To begin with, the new Nalanda would be teaching and conducting research in history, languages, linguistics, social sciences, international relations, management and development and IT, he disclosed during his speech, which he said would be devoted to Nalanda and not social economics, his forte.
Dr Sen gave few interesting insights while trying to fix the antiquity of Nalanda, which he recalled was violently destroyed by “the ruthless Afghan conqueror Bhaktiyar Khilji”.
Nalanda, established in the early AD 5th century, was already 700 years old as Oxford and Cambridge were being founded and 600 years older than the oldest European university of Bologna.
“Had it not been destroyed and had it managed to survive our time, Nalanda would be, by a long margin, the oldest university in the world, Dr Sen told a packed audience at the SRM University, one of the largest private universities of the country, which is hosting the congress.
At its peak, the residential university had 10,000 students studying various subjects from many countries in the world particularly China, Tibet, Korea, Japan and even as far in the west as Turkey.
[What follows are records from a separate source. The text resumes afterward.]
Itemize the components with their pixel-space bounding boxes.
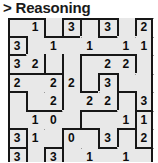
clue-value: 3: [14, 40, 21, 52]
loop-segment: [44, 18, 46, 36]
clue-value: 3: [14, 58, 21, 70]
clue-cell[interactable]: 1: [26, 111, 44, 130]
clue-cell[interactable]: 0: [44, 111, 62, 130]
loop-segment: [80, 18, 82, 36]
clue-cell[interactable]: [81, 55, 99, 74]
loop-segment: [151, 128, 153, 147]
clue-cell[interactable]: 1: [26, 18, 44, 37]
loop-segment: [26, 91, 28, 110]
clue-cell[interactable]: [81, 18, 99, 37]
clue-cell[interactable]: 2: [99, 55, 117, 74]
clue-cell[interactable]: 2: [26, 55, 44, 74]
lattice-dot: [153, 37, 154, 38]
clue-cell[interactable]: [44, 55, 62, 74]
clue-cell[interactable]: [26, 148, 44, 163]
loop-segment: [8, 128, 26, 130]
clue-value: 1: [32, 21, 39, 33]
loop-segment: [8, 54, 26, 56]
clue-cell[interactable]: 3: [8, 148, 26, 163]
slitherlink-board[interactable]: 1332311113222222322231011310323311: [8, 18, 153, 162]
clue-cell[interactable]: 3: [99, 129, 117, 148]
loop-segment: [62, 91, 64, 110]
loop-segment: [62, 54, 64, 73]
loop-segment: [135, 91, 137, 110]
clue-cell[interactable]: 2: [44, 74, 62, 93]
clue-cell[interactable]: [62, 92, 80, 111]
clue-cell[interactable]: 1: [117, 111, 135, 130]
clue-cell[interactable]: 3: [8, 129, 26, 148]
loop-segment: [26, 110, 62, 112]
loop-segment: [135, 18, 137, 36]
lattice-dot: [153, 129, 154, 130]
loop-segment: [117, 73, 119, 91]
clue-cell[interactable]: [81, 74, 99, 93]
clue-value: 3: [141, 95, 148, 107]
clue-cell[interactable]: [8, 18, 26, 37]
clue-cell[interactable]: 1: [26, 129, 44, 148]
clue-cell[interactable]: 2: [8, 74, 26, 93]
loop-segment: [151, 91, 153, 110]
clue-cell[interactable]: [8, 92, 26, 111]
clue-cell[interactable]: 2: [99, 92, 117, 111]
clue-cell[interactable]: 1: [44, 37, 62, 56]
clue-cell[interactable]: [99, 37, 117, 56]
clue-cell[interactable]: 1: [81, 148, 99, 163]
clue-cell[interactable]: 2: [62, 74, 80, 93]
clue-cell[interactable]: 2: [81, 92, 99, 111]
clue-cell[interactable]: [26, 37, 44, 56]
clue-cell[interactable]: [44, 18, 62, 37]
loop-segment: [80, 110, 82, 128]
clue-cell[interactable]: 2: [44, 92, 62, 111]
clue-cell[interactable]: 3: [99, 74, 117, 93]
clue-cell[interactable]: [44, 129, 62, 148]
clue-value: 3: [68, 21, 75, 33]
clue-value: 1: [86, 40, 93, 52]
clue-cell[interactable]: [99, 148, 117, 163]
clue-cell[interactable]: [62, 37, 80, 56]
clue-cell[interactable]: [8, 111, 26, 130]
loop-segment: [8, 73, 10, 91]
clue-cell[interactable]: 3: [8, 55, 26, 74]
clue-cell[interactable]: 0: [62, 129, 80, 148]
clue-cell[interactable]: 3: [99, 18, 117, 37]
clue-cell[interactable]: 1: [117, 148, 135, 163]
loop-segment: [98, 18, 117, 20]
lattice-dot: [153, 92, 154, 93]
loop-segment: [151, 18, 153, 36]
clue-cell[interactable]: [81, 129, 99, 148]
clue-cell[interactable]: 3: [62, 18, 80, 37]
clue-cell[interactable]: [26, 74, 44, 93]
clue-cell[interactable]: [117, 129, 135, 148]
clue-value: 1: [122, 40, 129, 52]
clue-cell[interactable]: 1: [117, 37, 135, 56]
clue-cell[interactable]: [117, 74, 135, 93]
loop-segment: [80, 54, 135, 56]
clue-cell[interactable]: [117, 92, 135, 111]
loop-segment: [80, 110, 117, 112]
clue-cell[interactable]: [62, 111, 80, 130]
loop-segment: [151, 147, 153, 162]
loop-segment: [26, 128, 28, 147]
clue-cell[interactable]: [117, 18, 135, 37]
loop-segment: [44, 147, 62, 149]
clue-cell[interactable]: 1: [81, 37, 99, 56]
loop-segment: [117, 91, 119, 110]
clue-cell[interactable]: 3: [8, 37, 26, 56]
clue-cell[interactable]: [62, 55, 80, 74]
clue-cell[interactable]: 3: [44, 148, 62, 163]
loop-segment: [8, 110, 10, 128]
clue-value: 0: [68, 132, 75, 144]
clue-cell[interactable]: [81, 111, 99, 130]
clue-value: 1: [86, 151, 93, 162]
clue-cell[interactable]: 2: [117, 55, 135, 74]
clue-cell[interactable]: [62, 148, 80, 163]
loop-segment: [80, 18, 98, 20]
clue-cell[interactable]: [26, 92, 44, 111]
loop-segment: [8, 147, 26, 149]
clue-cell[interactable]: [99, 111, 117, 130]
page-title: > Reasoning: [3, 0, 90, 16]
loop-segment: [8, 91, 27, 93]
loop-segment: [151, 36, 153, 54]
lattice-dot: [153, 111, 154, 112]
clue-value: 2: [122, 58, 129, 70]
Though Nalanda, along with nearby Vikramshila and Odantapuri, focused on studies of Buddhist philosophy and practice. It nevertheless pursued general intellectual and scientific studies even by those who had no religious beliefs he said.
The Nobel laureate threw light on two other interesting aspects of Nalanda — its students and teachers loved to argue and very often held argumentative encounters, which is part of the scientific tradition.
“Science has to fight parochialism and Nalanda was firmly committed to that,” Dr Sen said.